Performance Preparation Academy – PPA

The Producers is an ideal choice of show for students in vocational training. It’s an entertaining book, beautifully written and brimful of interesting character parts so there’s plenty for everyone to do. And co-directed by Lewis Butler, who also choreographs and Nick Charters who also MDs, it becomes a strong showcase for talent of which there is plenty in this cast.

The piece works because it’s the theatre industry sending itself up. For anyone unfamiliar with the plot: two men decide that they can, if they cheat a bit, make more money out of a Broadway flop than a hit. Inevitably their attempt to stage a spectacular dud misfires and gets rave reviews. Along the way are a whole raft of engaging subplots.
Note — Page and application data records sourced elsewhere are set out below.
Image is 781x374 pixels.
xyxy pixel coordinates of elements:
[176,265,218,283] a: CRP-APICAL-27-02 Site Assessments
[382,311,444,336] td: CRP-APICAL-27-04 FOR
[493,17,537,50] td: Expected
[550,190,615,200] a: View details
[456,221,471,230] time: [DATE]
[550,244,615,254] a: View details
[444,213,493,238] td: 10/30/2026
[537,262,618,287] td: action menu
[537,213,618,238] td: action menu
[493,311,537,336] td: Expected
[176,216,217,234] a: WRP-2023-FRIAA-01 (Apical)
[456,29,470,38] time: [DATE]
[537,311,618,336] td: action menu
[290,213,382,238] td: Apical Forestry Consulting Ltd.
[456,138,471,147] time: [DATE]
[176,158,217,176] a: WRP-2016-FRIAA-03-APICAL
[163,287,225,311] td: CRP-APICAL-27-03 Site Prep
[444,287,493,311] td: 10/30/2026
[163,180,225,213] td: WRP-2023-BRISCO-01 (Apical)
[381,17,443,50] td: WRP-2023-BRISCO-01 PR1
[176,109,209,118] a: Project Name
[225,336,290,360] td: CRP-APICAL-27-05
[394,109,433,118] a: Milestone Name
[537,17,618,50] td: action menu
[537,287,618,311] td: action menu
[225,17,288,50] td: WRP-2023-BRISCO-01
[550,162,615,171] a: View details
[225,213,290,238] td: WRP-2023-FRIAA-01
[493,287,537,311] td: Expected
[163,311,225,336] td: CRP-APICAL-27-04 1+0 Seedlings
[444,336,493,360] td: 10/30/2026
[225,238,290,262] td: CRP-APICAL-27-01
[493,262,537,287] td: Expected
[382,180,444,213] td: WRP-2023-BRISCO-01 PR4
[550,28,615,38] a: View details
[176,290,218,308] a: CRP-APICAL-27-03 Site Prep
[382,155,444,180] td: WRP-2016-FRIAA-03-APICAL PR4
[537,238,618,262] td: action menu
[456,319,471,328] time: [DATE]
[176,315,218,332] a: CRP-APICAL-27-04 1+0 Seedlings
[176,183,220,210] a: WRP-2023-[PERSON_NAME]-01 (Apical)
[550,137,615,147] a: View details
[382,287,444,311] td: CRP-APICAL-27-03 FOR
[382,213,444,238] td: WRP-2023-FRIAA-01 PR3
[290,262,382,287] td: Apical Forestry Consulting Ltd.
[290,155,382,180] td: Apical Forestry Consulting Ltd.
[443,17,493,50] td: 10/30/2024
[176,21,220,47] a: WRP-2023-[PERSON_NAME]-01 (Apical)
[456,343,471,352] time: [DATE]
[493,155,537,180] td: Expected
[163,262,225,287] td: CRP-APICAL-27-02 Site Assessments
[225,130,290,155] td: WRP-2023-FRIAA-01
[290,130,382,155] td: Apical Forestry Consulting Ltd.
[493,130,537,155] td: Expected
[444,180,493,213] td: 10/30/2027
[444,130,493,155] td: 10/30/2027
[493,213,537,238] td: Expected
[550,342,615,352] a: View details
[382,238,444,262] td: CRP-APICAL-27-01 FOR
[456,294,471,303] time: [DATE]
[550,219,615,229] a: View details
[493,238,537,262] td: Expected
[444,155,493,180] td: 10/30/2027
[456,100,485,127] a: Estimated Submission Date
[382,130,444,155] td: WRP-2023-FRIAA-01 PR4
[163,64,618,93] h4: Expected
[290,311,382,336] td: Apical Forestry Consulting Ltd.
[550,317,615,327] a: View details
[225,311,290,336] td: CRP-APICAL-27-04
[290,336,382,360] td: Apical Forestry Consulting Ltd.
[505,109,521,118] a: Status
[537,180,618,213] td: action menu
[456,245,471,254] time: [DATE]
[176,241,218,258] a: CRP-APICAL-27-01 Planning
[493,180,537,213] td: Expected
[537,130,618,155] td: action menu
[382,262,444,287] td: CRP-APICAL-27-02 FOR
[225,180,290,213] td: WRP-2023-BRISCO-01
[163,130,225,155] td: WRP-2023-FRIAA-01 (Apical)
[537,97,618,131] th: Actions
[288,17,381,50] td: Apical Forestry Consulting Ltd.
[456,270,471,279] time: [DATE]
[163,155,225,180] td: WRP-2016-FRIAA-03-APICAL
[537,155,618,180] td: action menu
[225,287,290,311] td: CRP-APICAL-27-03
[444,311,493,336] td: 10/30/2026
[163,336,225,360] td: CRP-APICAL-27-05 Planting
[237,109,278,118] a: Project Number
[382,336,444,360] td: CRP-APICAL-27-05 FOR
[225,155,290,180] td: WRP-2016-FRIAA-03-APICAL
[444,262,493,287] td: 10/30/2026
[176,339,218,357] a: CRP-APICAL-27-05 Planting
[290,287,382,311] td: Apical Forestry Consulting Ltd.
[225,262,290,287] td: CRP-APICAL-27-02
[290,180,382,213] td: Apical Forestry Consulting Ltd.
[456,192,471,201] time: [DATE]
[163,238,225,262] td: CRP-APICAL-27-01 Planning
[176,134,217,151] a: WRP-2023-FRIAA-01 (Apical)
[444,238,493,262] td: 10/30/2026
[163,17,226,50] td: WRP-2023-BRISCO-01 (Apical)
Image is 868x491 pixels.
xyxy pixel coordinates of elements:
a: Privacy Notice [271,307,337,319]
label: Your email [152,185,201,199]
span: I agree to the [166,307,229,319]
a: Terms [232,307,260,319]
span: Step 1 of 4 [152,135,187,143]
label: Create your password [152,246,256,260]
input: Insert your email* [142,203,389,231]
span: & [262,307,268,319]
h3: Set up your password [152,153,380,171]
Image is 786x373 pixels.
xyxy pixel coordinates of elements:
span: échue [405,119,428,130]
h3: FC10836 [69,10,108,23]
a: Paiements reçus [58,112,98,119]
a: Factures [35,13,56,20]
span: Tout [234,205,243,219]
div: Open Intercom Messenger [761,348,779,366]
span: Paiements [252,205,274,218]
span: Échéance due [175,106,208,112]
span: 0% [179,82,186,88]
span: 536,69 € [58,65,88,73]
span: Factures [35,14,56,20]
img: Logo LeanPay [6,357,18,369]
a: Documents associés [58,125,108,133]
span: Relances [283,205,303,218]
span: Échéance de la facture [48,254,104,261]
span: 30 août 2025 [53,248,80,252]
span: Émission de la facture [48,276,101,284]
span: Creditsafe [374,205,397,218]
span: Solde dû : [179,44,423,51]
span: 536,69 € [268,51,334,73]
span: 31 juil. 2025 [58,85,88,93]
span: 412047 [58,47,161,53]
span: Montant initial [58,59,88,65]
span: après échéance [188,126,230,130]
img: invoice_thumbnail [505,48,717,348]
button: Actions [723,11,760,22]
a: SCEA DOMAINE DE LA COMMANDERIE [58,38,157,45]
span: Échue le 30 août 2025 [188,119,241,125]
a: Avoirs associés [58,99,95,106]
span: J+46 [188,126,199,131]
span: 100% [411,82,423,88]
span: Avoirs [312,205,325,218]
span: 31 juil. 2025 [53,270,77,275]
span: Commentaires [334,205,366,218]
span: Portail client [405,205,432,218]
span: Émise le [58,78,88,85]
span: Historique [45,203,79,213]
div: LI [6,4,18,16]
Jordan Harrison is very watchable and the central character Max Bialystock. He is versatile and funny and his role is well sustained and skilfully developed to the end. I particularly admire his stillness in the court scene and his effective comic timing. His singing isn’t great but he holds his own.

Charles Camrose has enormous fun as the absurdly camp director/actor Roger de Bris. It’s outrageously funny but also carefully balanced especially when he’s ridiculing Hitler in the show which goes right but isn’t meant to. Jack Oliver is a fine, elegant Carmen Ghia, Roger’s lover and grounded sidekick. And Zak Lawrence squeezes every possible drop of humour out of the crazy Hitler-loving, pigeon-fancying playwright, Franz Liebkind.

Some roles are played by different actors at other performances because this graduating cohort is a large group of 35 students.

There is an occasional problem with diction. Mel Brooks’ words are glitteringly witty – as good in their way as WS Gilbert’s – and the audience should hear every single one of them. Delivery needs to be a little crisper than it sometimes is.

I know bands are pricey but this show would have done even greater justice to Mel Brooks’ fine score (with its references to Wagner, the German National Anthem, Irish dance, Rule Brittania and much more) if it had been accompanied by live music. And while we’re on the subject of music why, oh why, didn’t someone who knows coach Jack Osmond in how to how to hold a violin convincingly? As the blind fiddler, he is otherwise strong in the role so it’s a shame for it to be marred by a technicality.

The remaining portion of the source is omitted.